Do not forget backup codes
Backup codes are easy to overlook because they appear at the end of the setup process, when everyone is keen to move on. They matter.
If the OTP setup is lost, a device is replaced, a QR code is unavailable or a password manager record is accidentally changed, backup codes can be the difference between a quick recovery and a long support request with a supplier.
They should not be saved in a desktop folder, a shared spreadsheet or someone’s inbox. Store them securely in the same team password manager, with clear notes about which service they belong to and when they were created.
Keep individual accountability where possible
There is an important balance here. Shared password manager records are useful for business continuity, but they should not replace individual named accounts where those are available.
For example, Microsoft 365, Google Workspace, finance systems, CRM tools, website CMS platforms and support systems often allow each member of staff to have their own login. That is usually better because you can see who did what, remove access cleanly and apply the right permissions to each person.
Shared records are best kept for accounts that genuinely have to be shared: supplier portals, registrar accounts, emergency admin access or older systems that do not support proper user management.
Review your most important accounts first
You do not have to fix everything in one afternoon. Start with the accounts that could cause the biggest problem if they were lost or compromised.
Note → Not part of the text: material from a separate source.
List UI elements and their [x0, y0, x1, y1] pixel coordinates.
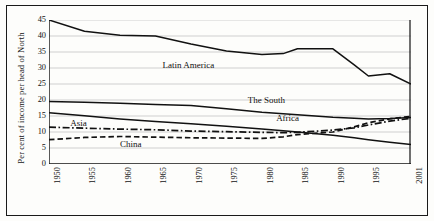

- Email and Microsoft 365 or Google Workspace admin accounts
- Domain name and DNS provider accounts
- Website hosting, CMS and WordPress administrator accounts
- Banking, finance and payroll systems
- Cloud storage and backup systems
- Line-of-business software used by the whole team
For each one, check whether 2FA is enabled, who has access, where the OTP code is stored, and whether backup codes are available.
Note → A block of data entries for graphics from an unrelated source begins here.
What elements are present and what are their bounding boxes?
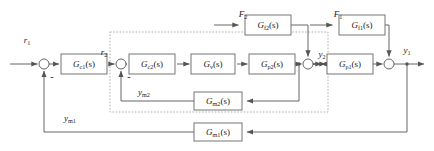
block-label-gp2: Gp2(s)	[261, 60, 283, 69]
wire-gf2-to-sum3	[291, 25, 308, 57]
sign-minus-sum1: -	[50, 72, 53, 82]
block-label-gf2: Gf2(s)	[257, 21, 278, 30]
block-label-gm2: Gm2(s)	[206, 97, 230, 106]
block-label-gm1: Gm1(s)	[206, 128, 230, 137]
wire-gm1-to-sum1	[44, 71, 194, 132]
signal-label-ym2: ym2	[138, 88, 150, 97]
wire-gm2-to-sum2	[121, 71, 194, 101]
block-label-gc2: Gc2(s)	[141, 60, 163, 69]
signal-label-F1: F1	[334, 10, 343, 19]
signal-label-y2: y2	[318, 50, 325, 59]
signal-label-ym1: ym1	[64, 114, 76, 123]
blocks-group	[61, 15, 385, 141]
summing-junction-4	[384, 59, 394, 69]
signal-label-r1: r1	[24, 36, 31, 45]
signal-label-y1: y1	[403, 46, 410, 55]
block-label-gp1: Gp1(s)	[339, 60, 361, 69]
junction-dot-y1	[405, 62, 408, 65]
summing-junction-3	[303, 59, 313, 69]
signal-label-r2: r2	[101, 48, 108, 57]
block-label-gc1: Gc1(s)	[73, 60, 95, 69]
signal-label-F2: F2	[239, 10, 248, 19]
summing-junction-2	[116, 59, 126, 69]
block-label-gv: Gv(s)	[203, 60, 222, 69]
sign-minus-sum2: -	[127, 72, 130, 82]
block-diagram-canvas: Gc1(s) Gc2(s) Gv(s) Gp2(s) Gp1(s) Gf2(s)…	[0, 0, 434, 151]
summing-junction-1	[39, 59, 49, 69]
junction-dot-y2	[297, 62, 300, 65]
wire-gf1-to-sum4	[385, 25, 389, 57]
block-label-gf1: Gf1(s)	[351, 21, 372, 30]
2FA is a strong starting point, not the whole answer
2FA is one of the best first steps a Devon business can take, because it makes stolen passwords much less useful. It is not, however, a guarantee that an account or device can never be compromised. Attackers can still use phishing, malicious links, stolen session cookies, unsafe devices, weak recovery processes or social engineering to get around good login controls.
That is where additional endpoint security such as Huntress fits in. Huntress is a managed endpoint detection and response service, often shortened to managed EDR, that monitors computers and servers for signs of compromise and gives a security team extra visibility when something suspicious happens.
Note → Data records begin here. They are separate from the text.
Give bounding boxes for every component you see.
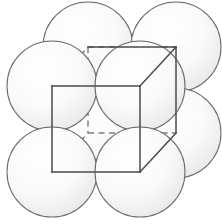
crystal-structure-figure [0, 0, 222, 224]
crystal-structure-canvas [0, 0, 222, 224]
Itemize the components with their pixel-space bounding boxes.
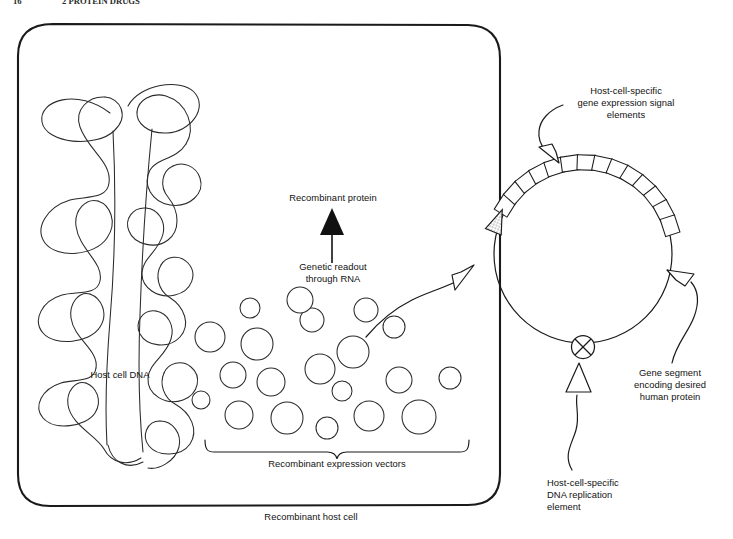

In practical terms, 2FA helps protect the front door of an account, while Huntress helps watch what is happening on the devices people use every day. Used together with a password manager, secure backups, patching and sensible access controls, it gives small and medium-sized businesses a much stronger security baseline without expecting every member of staff to become a cyber security specialist.
How Longstone IT can help
Longstone IT helps Devon businesses make practical security improvements without making day-to-day work harder than it needs to be. Setting up 2FA, password managers, recovery processes and account access properly is a good example of that approach.
If you are not sure where your business stands, start with a small audit: list your key systems, check who can access them, confirm whether 2FA is enabled and make sure recovery information is stored somewhere secure.
If you would like help setting this up for your team, speak to Longstone IT. We can help you choose a sensible password manager, configure OTP access, review admin accounts and put a simple process in place for new starters, leavers and shared business logins.